She was raised a royal princess, he was raised in the stables. Vashti the daughter of the great Babylonian king, Belshazzar, and Achashverosh the son of Darius the Mede, were a match never meant to be. When Darius assumed the throne after assassinating Belshazzar, however, the new king took pity on the young girl. He spared her life, but insisted that she wed his son, Achashverosh. This is the history of Vashti and Achashverosh according to the Midrash.


But Vashti was no sweet innocent victim of her husband’s drunken tantrums. Indeed, the Midrash tells us that Vashti insulted her now royal husband, publicly reminding him that he had once been her father’s stable boy (Talmud Megillah 12b).

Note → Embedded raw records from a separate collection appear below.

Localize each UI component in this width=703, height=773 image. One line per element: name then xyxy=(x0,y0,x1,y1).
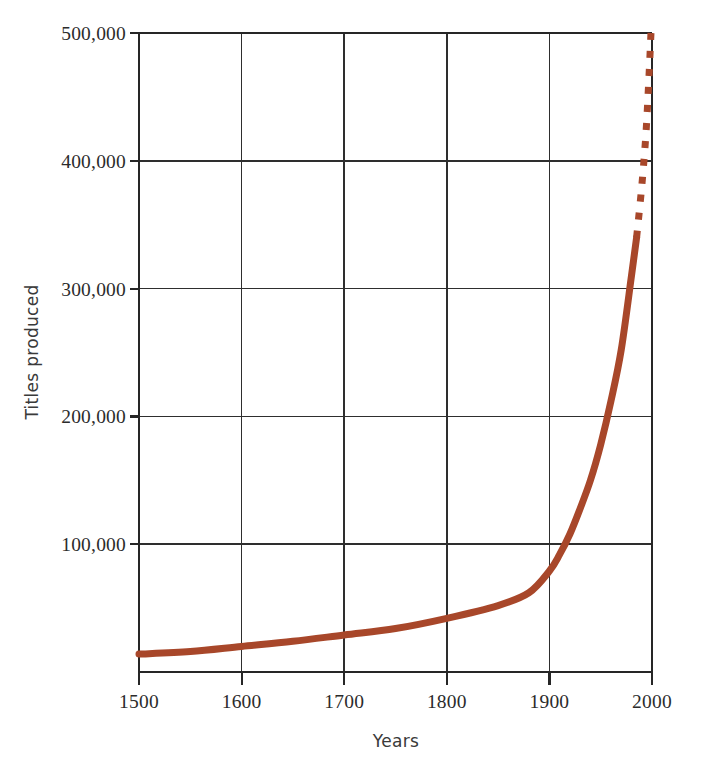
chart-figure: 100,000200,000300,000400,000500,000 1500… xyxy=(0,0,703,773)
chart-canvas: 100,000200,000300,000400,000500,000 1500… xyxy=(0,0,703,773)
y-axis-title: Titles produced xyxy=(22,284,42,420)
y-tick-label-300000: 300,000 xyxy=(61,279,126,300)
y-tick-label-100000: 100,000 xyxy=(61,534,126,555)
x-tick-label-1900: 1900 xyxy=(529,691,569,712)
y-tick-label-400000: 400,000 xyxy=(61,151,126,172)
x-tick-label-2000: 2000 xyxy=(632,691,672,712)
x-tick-label-1500: 1500 xyxy=(119,691,159,712)
x-tick-label-1600: 1600 xyxy=(222,691,262,712)
x-axis-title: Years xyxy=(372,731,419,751)
x-tick-label-1700: 1700 xyxy=(324,691,364,712)
x-tick-label-1800: 1800 xyxy=(427,691,467,712)
chart-background xyxy=(0,0,703,773)
y-tick-label-500000: 500,000 xyxy=(61,23,126,44)
y-tick-label-200000: 200,000 xyxy=(61,406,126,427)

Upon reading the first chapter of the Book of Esther, one might feel sympathy for Vashti. Her only crime appears to be refusing Achashverosh’s command to come with the royal crown and show off her beauty. Even more to her credit, one Midrash maintains that when Achashverosh demanded that she appear wearing the “royal crown,” he meant wearing only the royal crown and nothing else!  Vashti, the granddaughter of Nebuchadnezzar, certainly expected to be treated with a great deal more respect than to be shown off as a ”trophy wife.”


An alternate Midrash maintains that she wasn’t upset about appearing naked. In fact, she was more than willing to partake in the implied immorality, but she would not, according to tradition, present herself to her husband because she had been suddenly struck with leprosy and refused to be seen in public with the shocking physical blemishes.


While her refusal to attend her husband’s party is Vashti’s only scene in the Book of Esther, the Midrash portrays her as a woman who thrived on cruelty and who held a particularly fierce grudge against the Jewish people. “The wicked queen used to bring Jewish girls, strip them naked, and make them work on Shabbat” (Talmud Megillah 12b). Because of this, the Talmud notes, Vashti’s disgrace and fall from power occurred on Shabbat as well.


This Treat was last posted on March 22, 2016.